• **Excerpted records**:
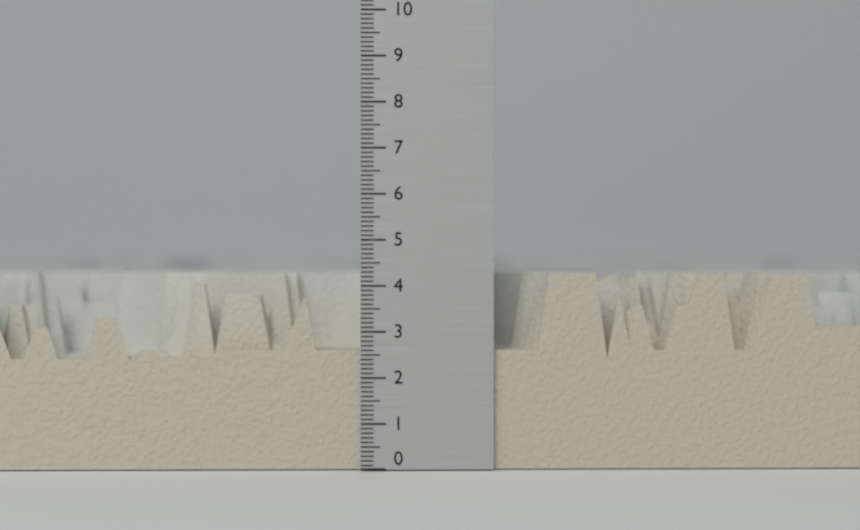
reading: 4.3 (no unit)
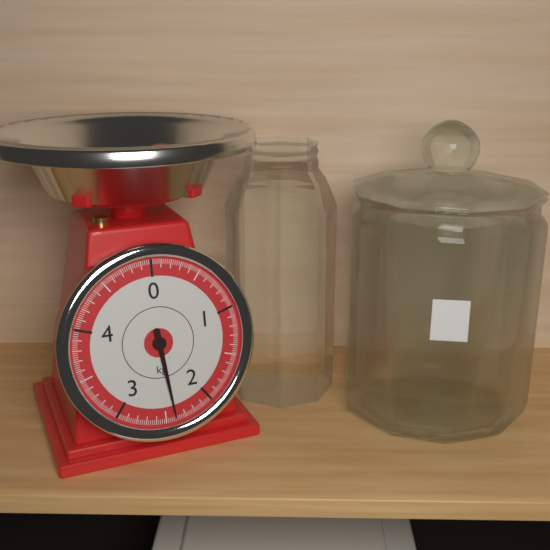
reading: 2.40 kg
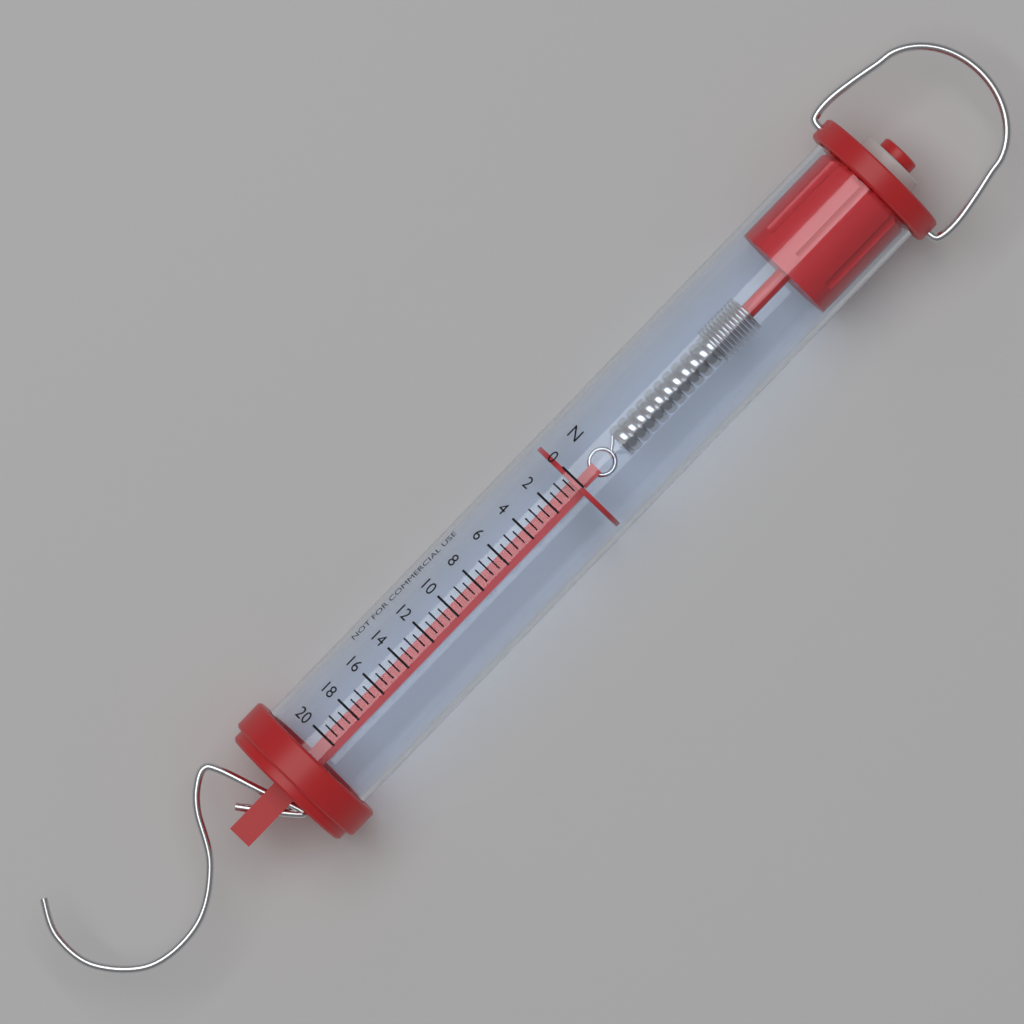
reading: 0.0 N
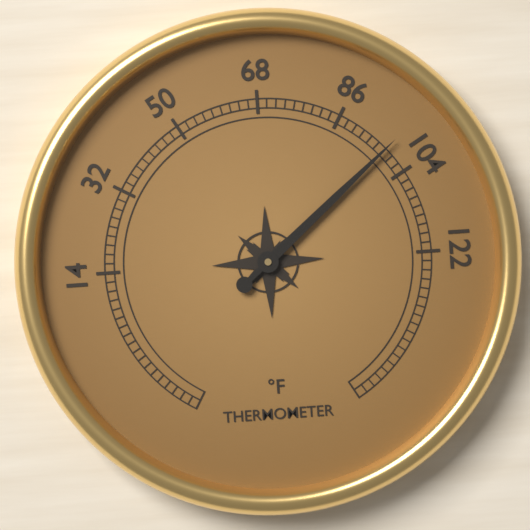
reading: 98 °F
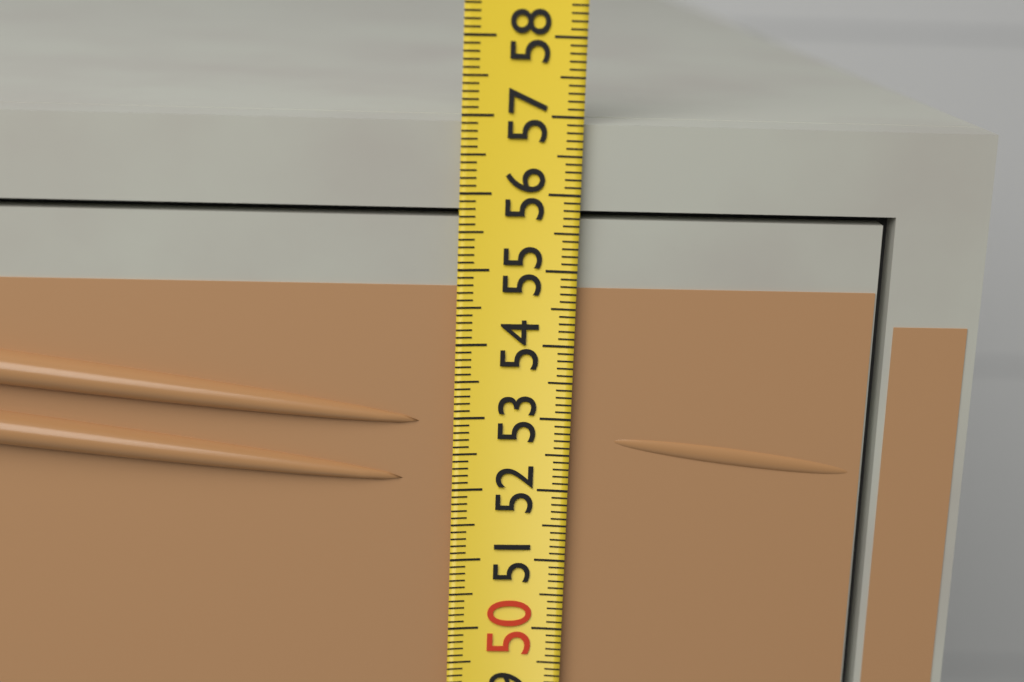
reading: 56.9 (no unit)
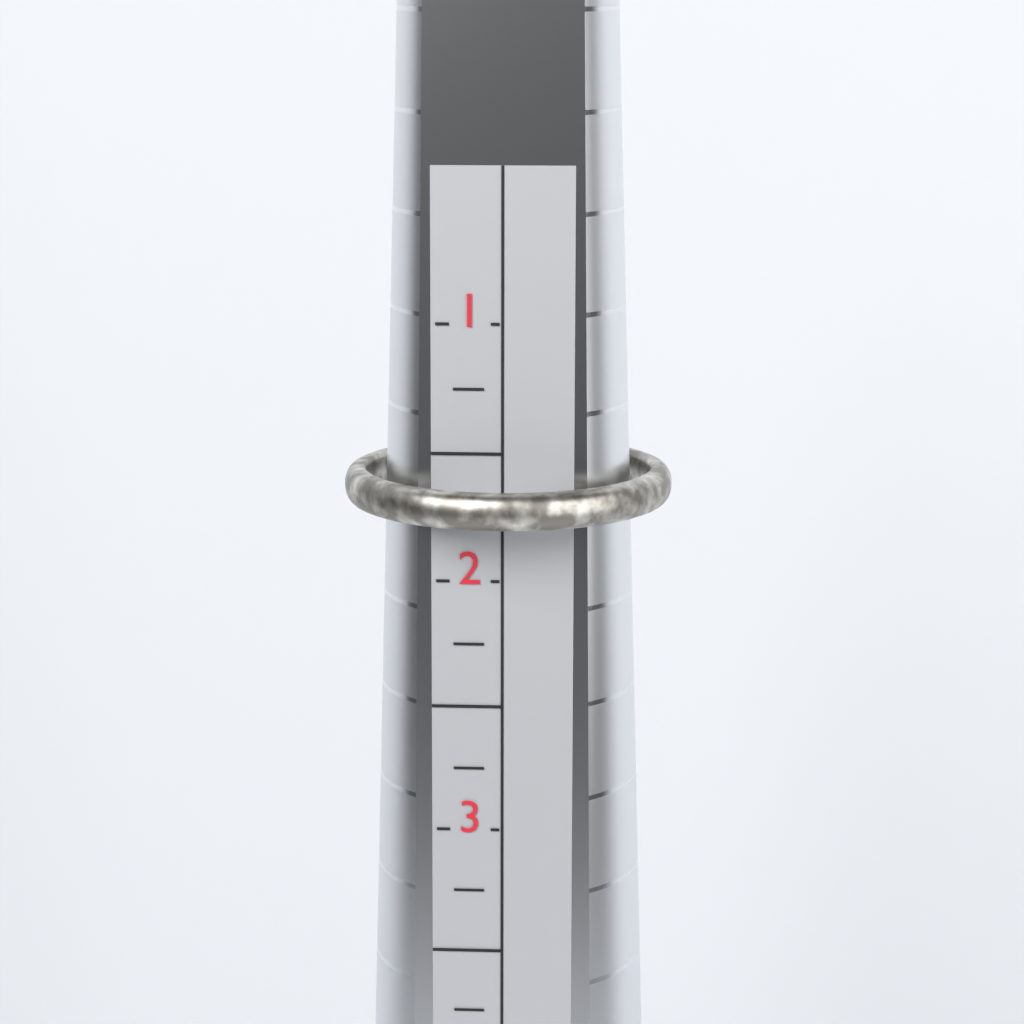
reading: 1.75 (no unit)
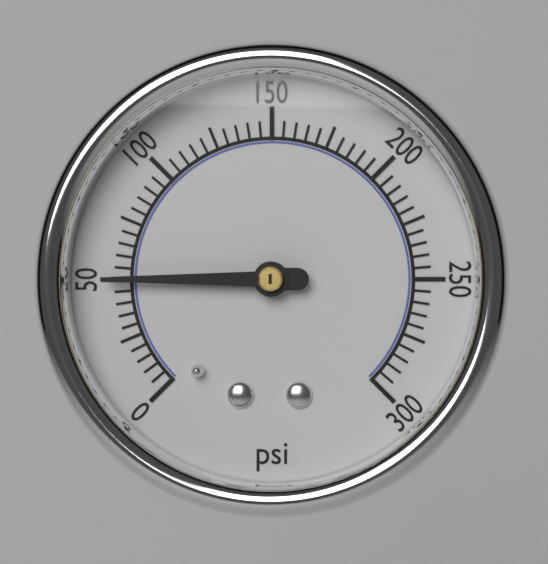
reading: 50 psi
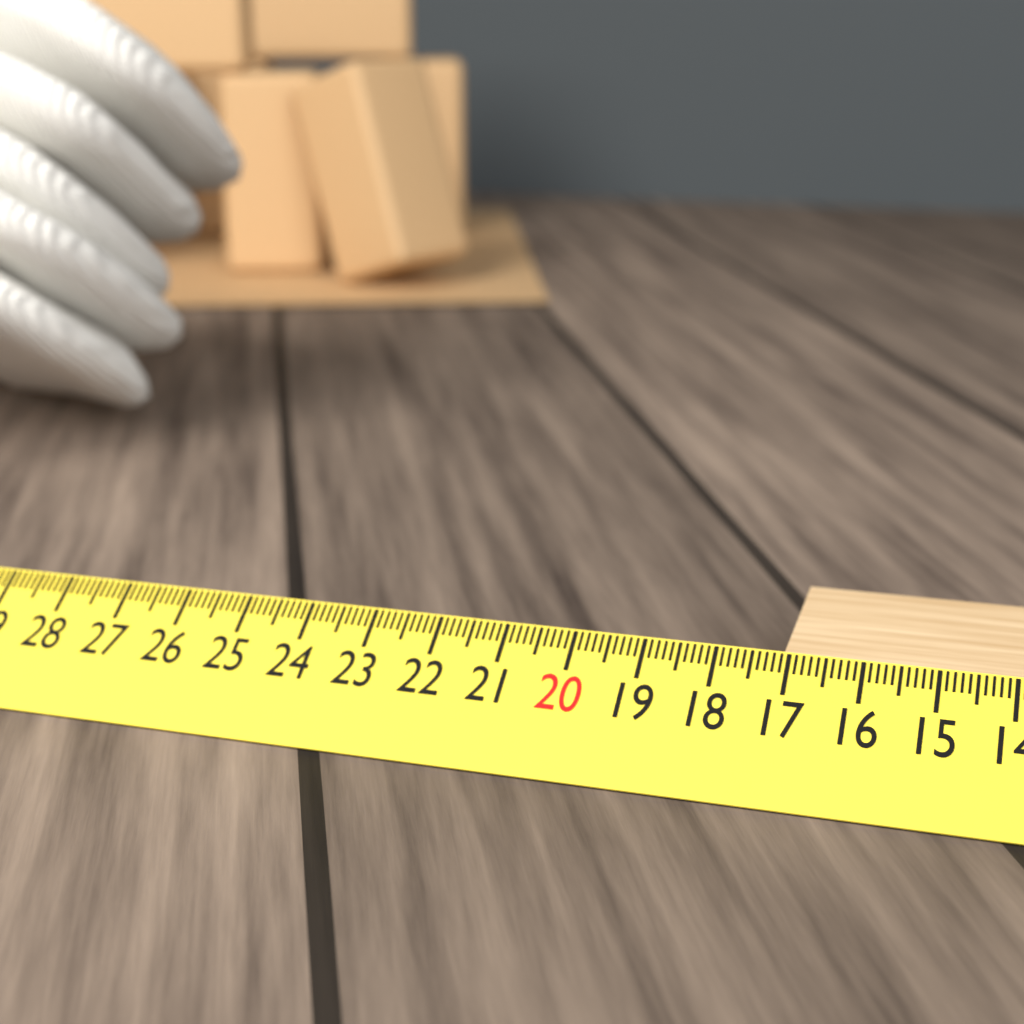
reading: 17.1 cm
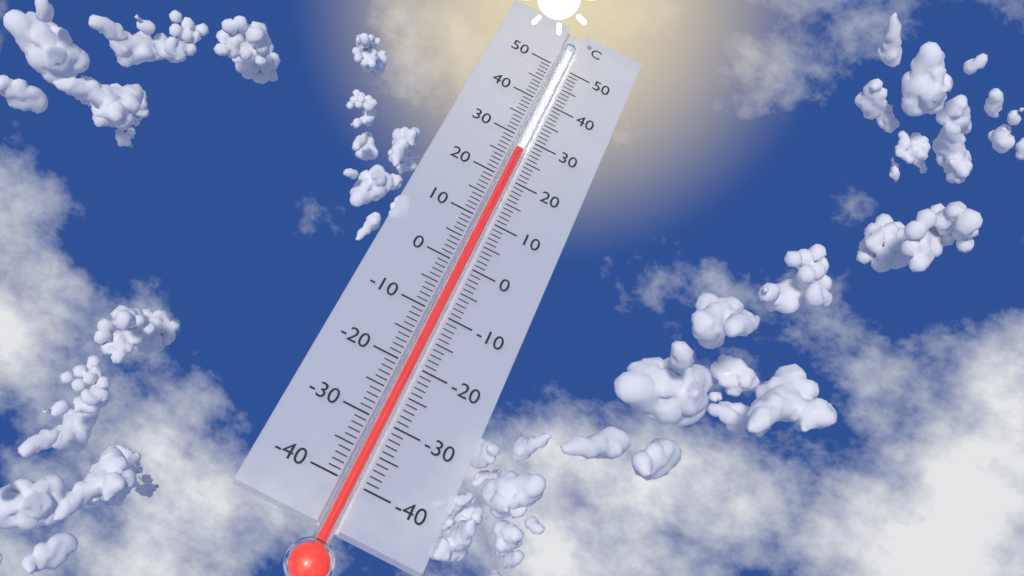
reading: 27 °C
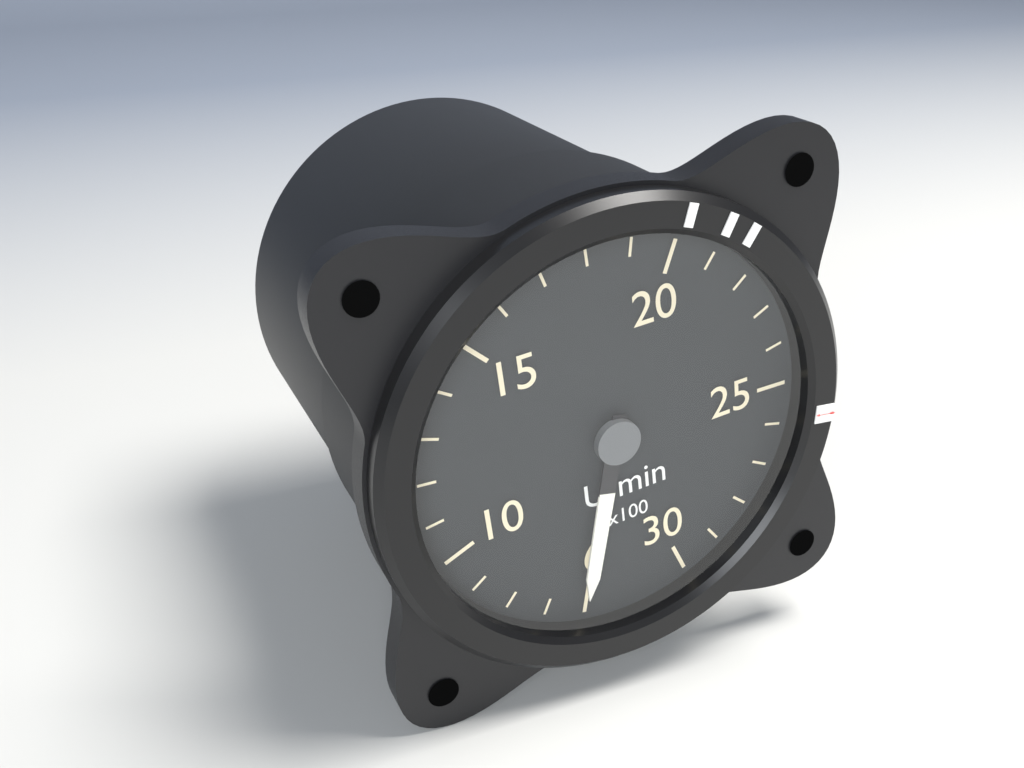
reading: 600 U/min
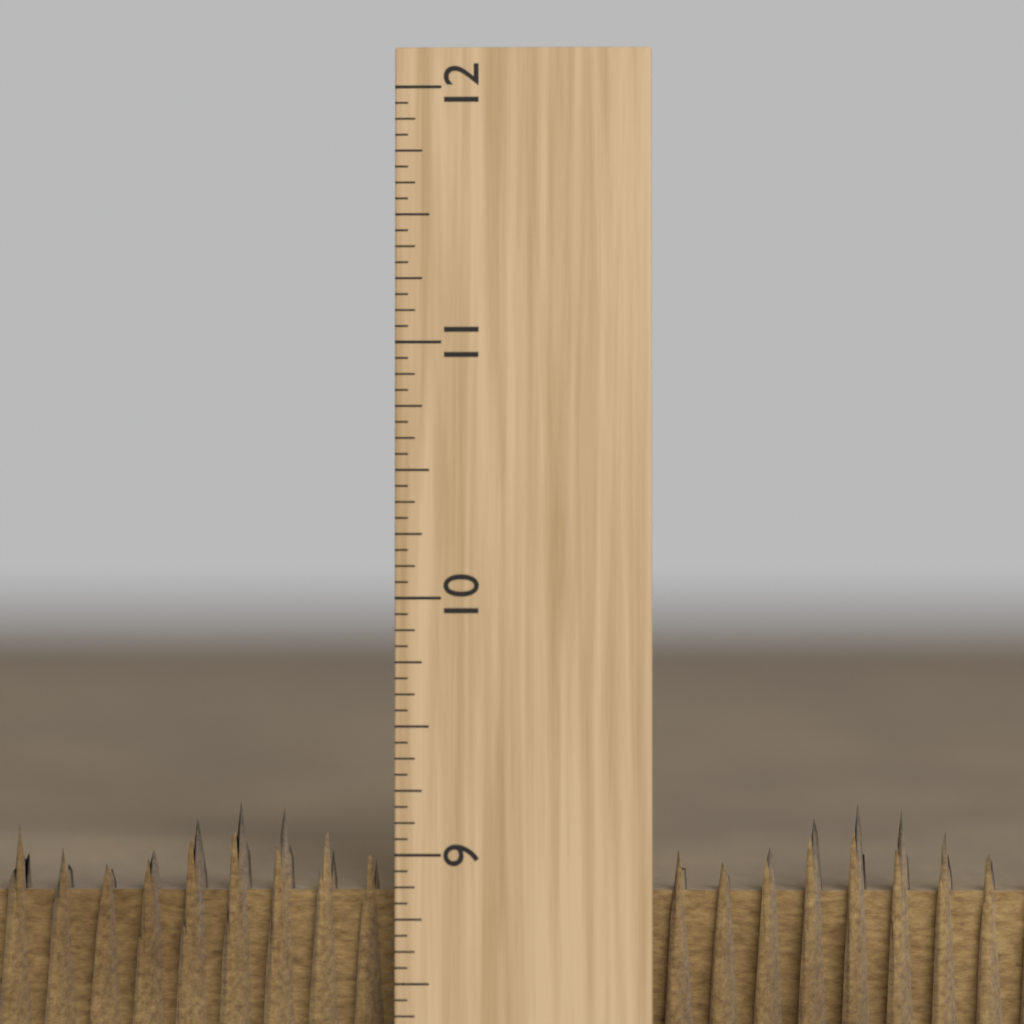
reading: 9.1875 inch
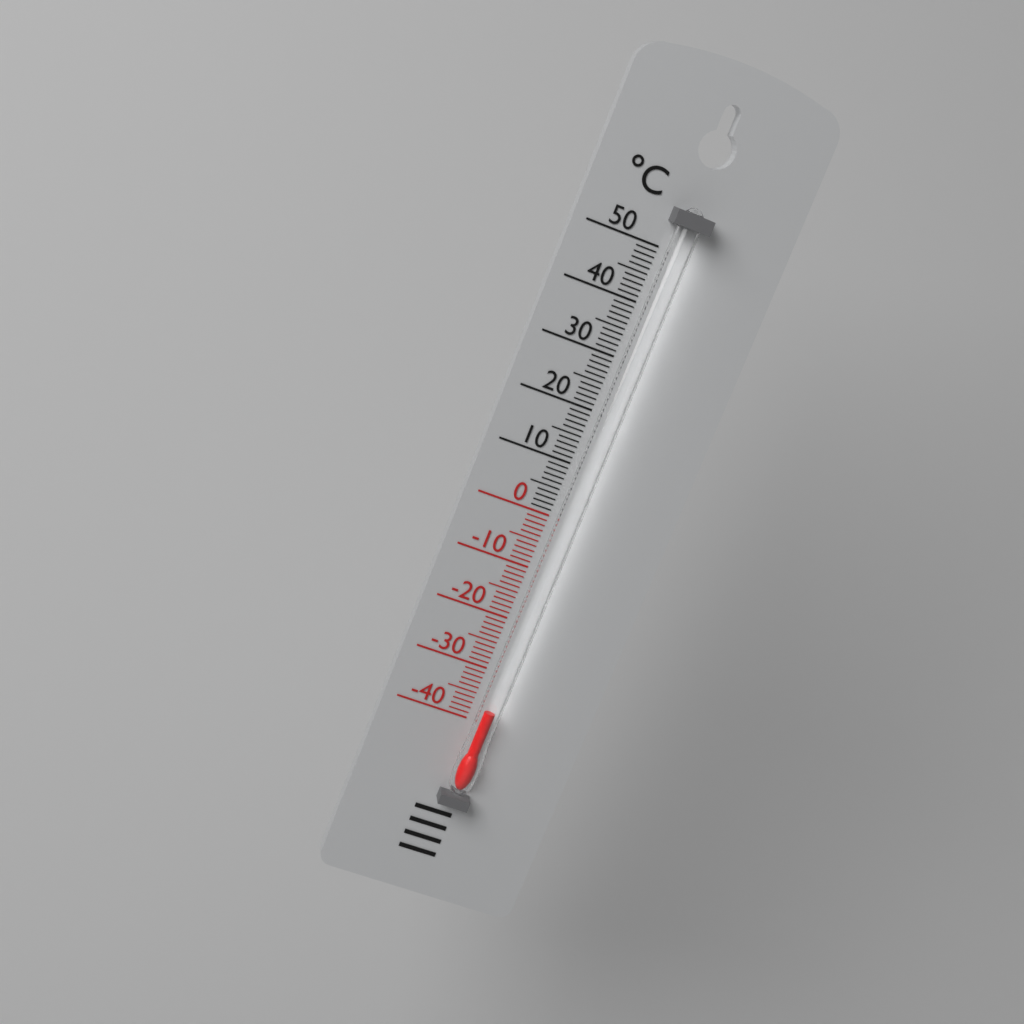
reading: -37 °C
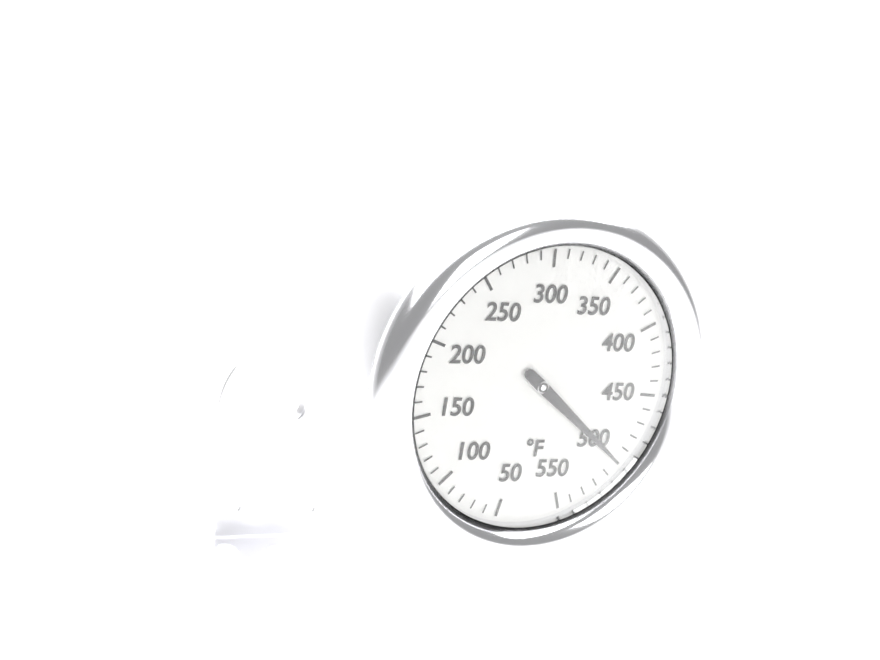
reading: 500 °F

• **Task brief**:
Leaving every picture aside, transcribe exactly the lines from the one that contains "reading: 1.75 (no unit)" through the final line of the listing above, inclusive.

• **Result of this exercise**:
reading: 1.75 (no unit)
reading: 50 psi
reading: 17.1 cm
reading: 27 °C
reading: 600 U/min
reading: 9.1875 inch
reading: -37 °C
reading: 500 °F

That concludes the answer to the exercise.